To Sing Frogs Chapter 24b

IMG_2090 Amy and the girls at the aquarium in Vladivostok


The sound of shattering glass pierced the ambiance of the hotel restaurant. Several waitresses quickly rushed to clean up the orange juice and shards. After the initial shock, silverware eventually renewed its chatter but it took a few minutes. Adopting parents walk on eggshells.
We were still eating breakfast on Thursday morning when Missy Beaumont rushed into the restaurant. She and her husband, Andrew, were on their first visit. The little boy they were planning to adopt resided in the Ussuriysk orphanage, where Kirrill was. Since the Beaumonts were using a different agency—with different coordinators—our visit schedules hadn’t run together.

“Aren’t you guys supposed to visit Kirrill today?”

“Yes,” Amy responded. “Our coordinators are picking us up in half an hour.”

“Have you heard from them this morning? Do you know what’s going on?”

That stopped us cold. Missy began crying. “Our visit with Mishka just got canceled.” She started to sob. “There’s—there’s—there’s a—a—a Hepatitis outbreak at the orphanage! It’s under quarantine. No—no—no one gets in or out.” Missy broke down again. Amy jumped up and embraced her. The distraught expectant mother threw her arms around my wife and sobbed even harder. “We don’t even know if Mishka has it. They told us we wouldn’t be able to visit him again on this trip so we might as well go home. We can’t see him again until it’s over.” Amy held our ally tightly and tried to console her even though her own heart raced toward a breaking point.

“It’s okay. Everything will be okay.”

Sounds like what you tell a Russian orphan, especially when everything isn’t going to be okay.

Sarah was shocked as she watched her new mother and the sobbing woman. She looked at me with wide eyes. “Stó, Papa? Stó?”

I returned to the Russian word for “okay,” always given to the orphans without thought and without meaning. “Kharashoh, Sarah. Kharashoh.”

Missy continued. “I can’t leave him! I can’t go. What am I supposed to do?”

“It’s okay. It will be okay. All you can do is wait and pray. All we can do is wait and pray,” Amy said.

Famous last words.
We were pacing in the lobby when Stass and Anya walked in. “Have you heard?” I asked while lunging forward like a sprinter jumping the gun. Stass seemed relieved and the lines left his forehead. At least he wouldn’t have to break the news to us.

“The director just called us. I’m sorry.”

“Sorry, what?”

“Excuse me?”

“Sorry we can’t go to visit? Sorry there’s a Hepatitis outbreak? Sorry Kirrill has it? Sorry what?”
“In that case I guess I just have to say sorry we don’t know much at this point,” Stass concluded.

Amy stood anxiously by, wringing her hands. For once she wanted information as much as I did. She knew no one but Torquemada could extract more details than I could so she left me to my work. “Does Kirrill have it?”

“We don’t know.”

“How do we keep him from getting it if he doesn’t have it already?”

“They have quarantined the orphanage.”

“That doesn’t stop him from getting it! Are they taking children to the hospital?”

“Settle down, John. Kirrill lives in a hospital. Tatiana, the director there, is a doctor. I’m sure they’re doing everything they can to help all of the children.”

“In another hospital he wouldn’t continue to be exposed. We need to move him. I’ll pay for another hospital.”

“The orphanage is quarantined. We just need to be patient and see what happens.” Amy began crying but she left me to my barrage.

“You guys are freaking crazy! The only reason he might have been exposed in the first place is because of your asinine law for a ten-day appeal period. Yeah, his dead parents might change their minds and decide to not let us take him. How stupid can things possibly get over here?!”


Word for word, copy the lines beginning at the one with "mark the region of *clothing*." and ending at the last line below; pictures stay out.

**** DATA FOR ANALYSIS

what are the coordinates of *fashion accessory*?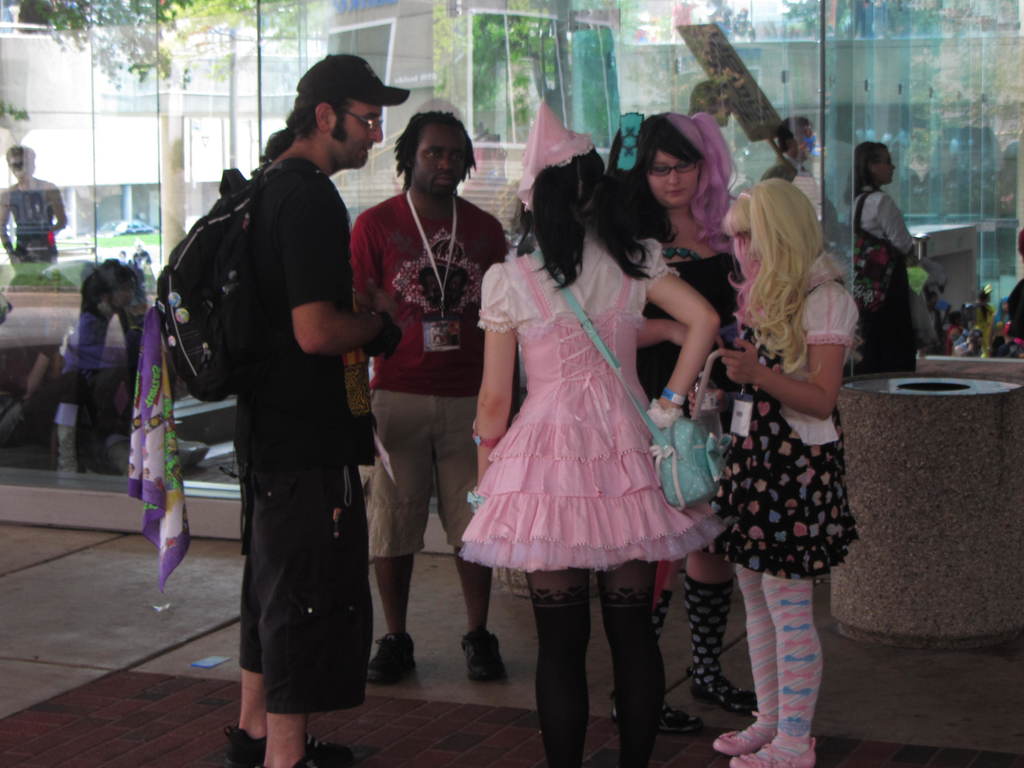
(left=228, top=724, right=326, bottom=767).
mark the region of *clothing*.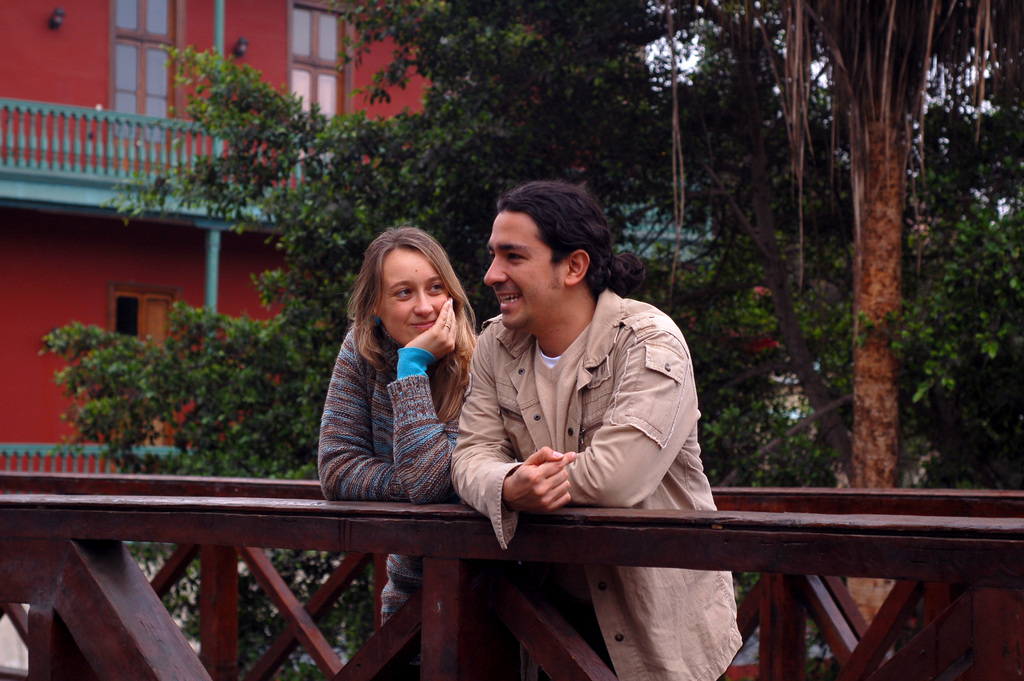
Region: <region>445, 282, 755, 680</region>.
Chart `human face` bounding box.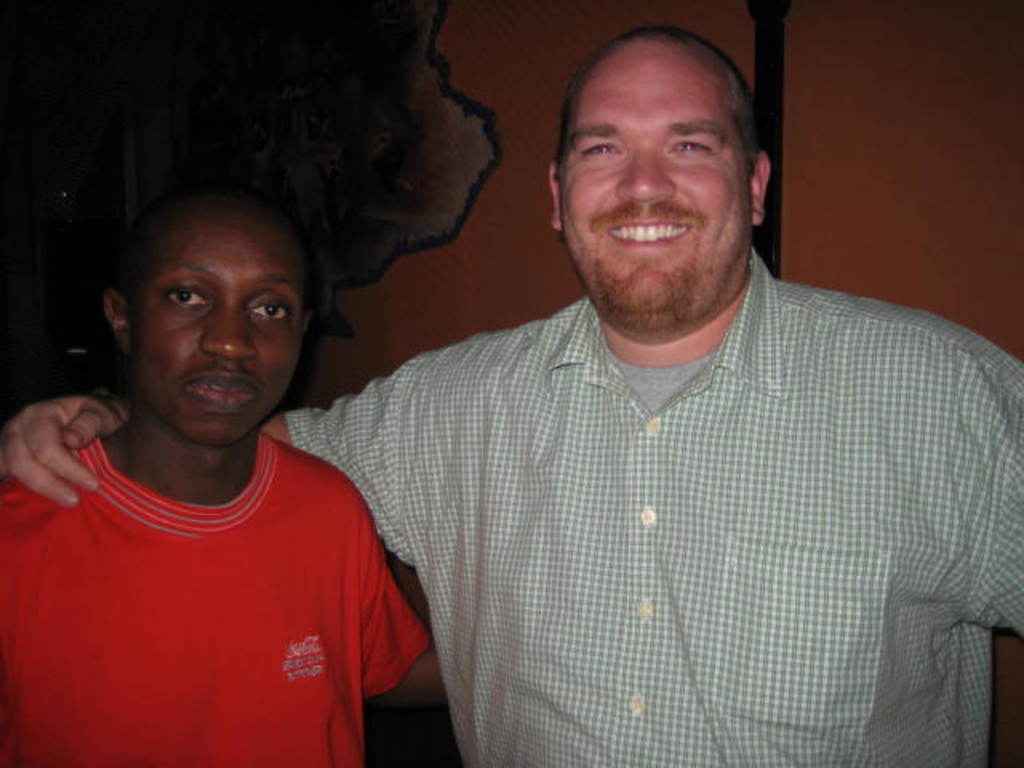
Charted: 558 56 752 339.
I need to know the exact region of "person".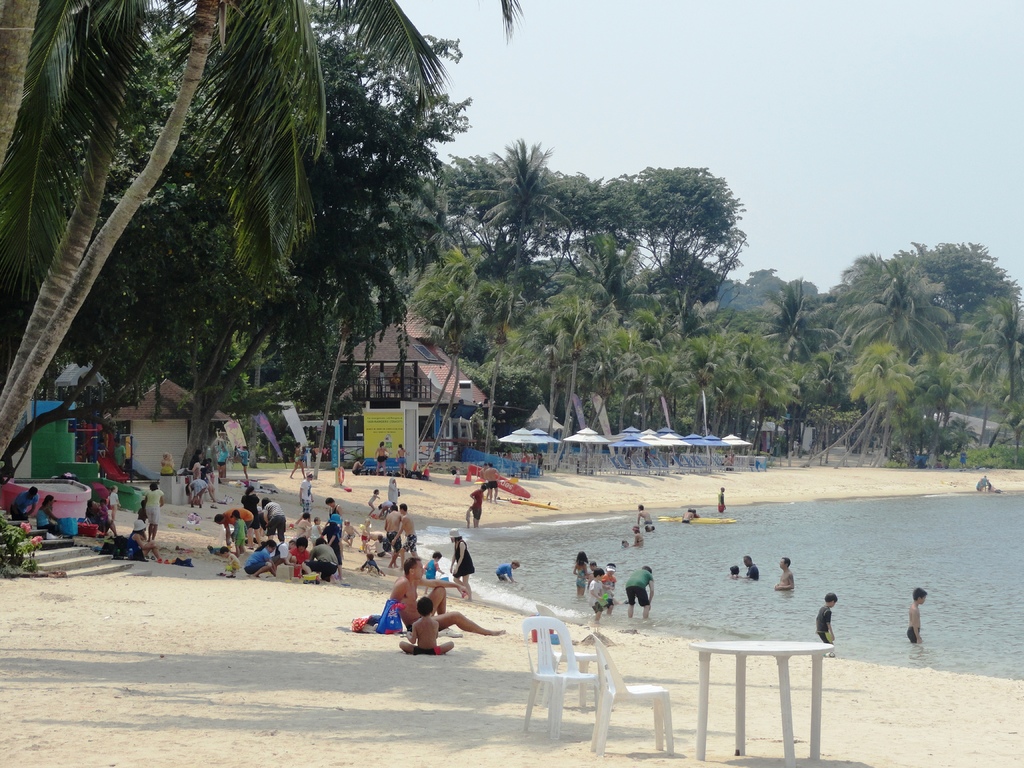
Region: (573,553,595,598).
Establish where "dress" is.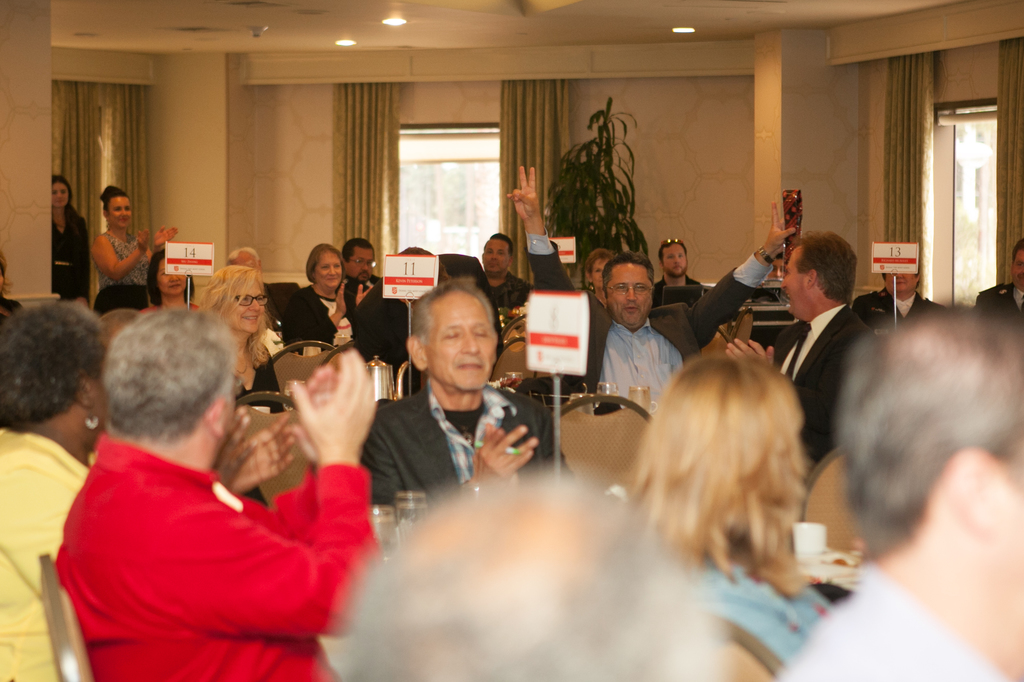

********

[PROBLEM SOLUTION]:
mark the region of *clothing*.
Region: <region>445, 282, 755, 680</region>.
Chart `human face` bounding box.
Charted: 558 56 752 339.
I need to know the exact region of "person".
Region: (573,553,595,598).
Establish where "dress" is.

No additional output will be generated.